The Stress Stretch for Prosodic Improvement in English Words and Phrases
- Marsha J. Chan (Sunburst Media and Mission College)
Abstract
I’ve been jumping up and down in classrooms for well over 30 years to create an atmosphere in which learners of English as an additional language can find vigor, excitement, and rigor, just as my favorite high school Spanish and French teachers did in their passionate ways many decades ago. But in addition to infusing role-plays, dialogs, songs, and drama into classroom activities, I’ve developed several systematic techniques using movement.

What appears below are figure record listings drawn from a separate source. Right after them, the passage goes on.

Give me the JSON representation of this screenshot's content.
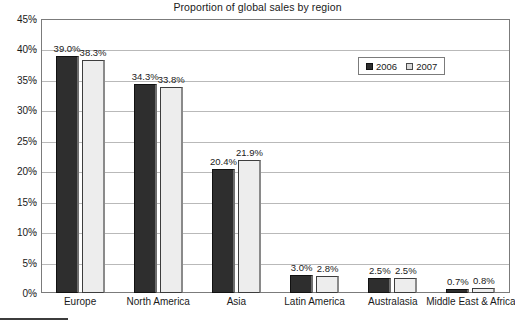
{
  "chart_data": {
    "type": "bar",
    "title": "Proportion of global sales by region",
    "xlabel": "",
    "ylabel": "",
    "ylim": [
      0,
      45
    ],
    "ytick_step": 5,
    "ytick_labels": [
      "0%",
      "5%",
      "10%",
      "15%",
      "20%",
      "25%",
      "30%",
      "35%",
      "40%",
      "45%"
    ],
    "ytick_values": [
      0,
      5,
      10,
      15,
      20,
      25,
      30,
      35,
      40,
      45
    ],
    "grid": true,
    "legend_position": "upper-right-inside",
    "categories": [
      "Europe",
      "North America",
      "Asia",
      "Latin America",
      "Australasia",
      "Middle East & Africa"
    ],
    "series": [
      {
        "name": "2006",
        "color": "#2e2e2e",
        "values": [
          39.0,
          34.3,
          20.4,
          3.0,
          2.5,
          0.7
        ],
        "labels": [
          "39.0%",
          "34.3%",
          "20.4%",
          "3.0%",
          "2.5%",
          "0.7%"
        ]
      },
      {
        "name": "2007",
        "color": "#ededed",
        "values": [
          38.3,
          33.8,
          21.9,
          2.8,
          2.5,
          0.8
        ],
        "labels": [
          "38.3%",
          "33.8%",
          "21.9%",
          "2.8%",
          "2.5%",
          "0.8%"
        ]
      }
    ]
  }
}
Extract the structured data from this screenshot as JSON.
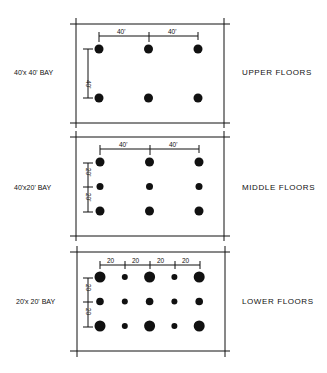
{
  "panels": [
    {
      "bay_label": "40'x 40' BAY",
      "floor_label": "UPPER FLOORS",
      "top_dims": [
        "40'",
        "40'"
      ],
      "side_dims": [
        "40'"
      ],
      "grid": {
        "cols": 3,
        "rows": 2,
        "sizes": [
          [
            4.5,
            4.5,
            4.5
          ],
          [
            4.5,
            4.5,
            4.5
          ]
        ]
      }
    },
    {
      "bay_label": "40'x20' BAY",
      "floor_label": "MIDDLE FLOORS",
      "top_dims": [
        "40'",
        "40'"
      ],
      "side_dims": [
        "20'",
        "20'"
      ],
      "grid": {
        "cols": 3,
        "rows": 3,
        "sizes": [
          [
            4.5,
            4.5,
            4.5
          ],
          [
            3.5,
            3.5,
            3.5
          ],
          [
            4.5,
            4.5,
            4.5
          ]
        ]
      }
    },
    {
      "bay_label": "20'x 20' BAY",
      "floor_label": "LOWER FLOORS",
      "top_dims": [
        "20",
        "20",
        "20",
        "20"
      ],
      "side_dims": [
        "20",
        "20"
      ],
      "grid": {
        "cols": 5,
        "rows": 3,
        "sizes": [
          [
            5.5,
            3,
            5.5,
            3,
            5.5
          ],
          [
            3.8,
            3,
            3.8,
            3,
            3.8
          ],
          [
            5.5,
            3,
            5.5,
            3,
            5.5
          ]
        ]
      }
    }
  ]
}
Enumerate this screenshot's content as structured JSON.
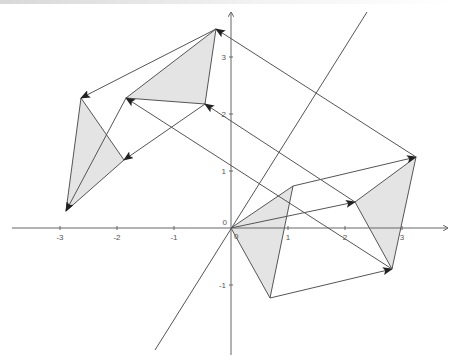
{
  "diagram": {
    "type": "coordinate-plane-vector-translations",
    "colors": {
      "axis": "#666666",
      "line": "#555555",
      "fill": "#e4e4e4",
      "arrow": "#222222",
      "label": "#555555"
    },
    "axes": {
      "origin_px": [
        231,
        228
      ],
      "unit_px": 57,
      "x_ticks": [
        {
          "value": -3,
          "label": "-3"
        },
        {
          "value": -2,
          "label": "-2"
        },
        {
          "value": -1,
          "label": "-1"
        },
        {
          "value": 1,
          "label": "1"
        },
        {
          "value": 2,
          "label": "2"
        },
        {
          "value": 3,
          "label": "3"
        }
      ],
      "y_ticks": [
        {
          "value": 3,
          "label": "3"
        },
        {
          "value": 2,
          "label": "2"
        },
        {
          "value": 1,
          "label": "1"
        },
        {
          "value": -1,
          "label": "-1"
        }
      ],
      "origin_label": "0",
      "origin_label_secondary": "0"
    },
    "reflection_line": {
      "from": [
        367,
        12
      ],
      "to": [
        155,
        350
      ]
    },
    "triangles": [
      {
        "name": "original",
        "points": [
          [
            231,
            228
          ],
          [
            293,
            186
          ],
          [
            270,
            298
          ]
        ]
      },
      {
        "name": "right-image",
        "points": [
          [
            355,
            202
          ],
          [
            416,
            157
          ],
          [
            392,
            269
          ]
        ]
      },
      {
        "name": "upper-image",
        "points": [
          [
            126,
            98
          ],
          [
            216,
            29
          ],
          [
            205,
            104
          ]
        ]
      },
      {
        "name": "left-image",
        "points": [
          [
            81,
            98
          ],
          [
            66,
            211
          ],
          [
            124,
            160
          ]
        ]
      }
    ],
    "vectors": [
      {
        "from": [
          231,
          228
        ],
        "to": [
          355,
          202
        ]
      },
      {
        "from": [
          293,
          186
        ],
        "to": [
          416,
          157
        ]
      },
      {
        "from": [
          270,
          298
        ],
        "to": [
          392,
          269
        ]
      },
      {
        "from": [
          392,
          269
        ],
        "to": [
          126,
          98
        ]
      },
      {
        "from": [
          416,
          157
        ],
        "to": [
          216,
          29
        ]
      },
      {
        "from": [
          355,
          202
        ],
        "to": [
          205,
          104
        ]
      },
      {
        "from": [
          216,
          29
        ],
        "to": [
          81,
          98
        ]
      },
      {
        "from": [
          126,
          98
        ],
        "to": [
          66,
          211
        ]
      },
      {
        "from": [
          205,
          104
        ],
        "to": [
          124,
          160
        ]
      }
    ]
  }
}
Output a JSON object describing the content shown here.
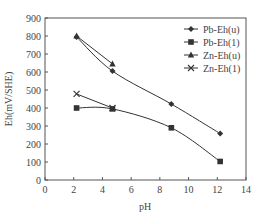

The Stress Stretch, which I wrote about as a recipe in New Ways in Teaching Speaking (Bailey & Savage, 1994), continues to be useful particularly for learners who have difficulty perceiving stress and intonation in spoken English. In my teaching career, most of my students come from linguistic backgrounds that are tonal and/or do not have the comparatively salient differences between stressed and unstressed syllables or long and short vowels as English. Even among relatively advanced learners, I have encountered quite a few who speak English with ease, and perhaps with general accuracy in word choice and sentence structure, but whose prosody causes confusion, delayed comprehension, misinterpretation, or misperception to varying degrees. Perhaps you, too, are familiar with learners like these.
How to Cite:
Chan, M. J., (2015) “The Stress Stretch for Prosodic Improvement in English Words and Phrases”, Pronunciation in Second Language Learning and Teaching Proceedings 7(1).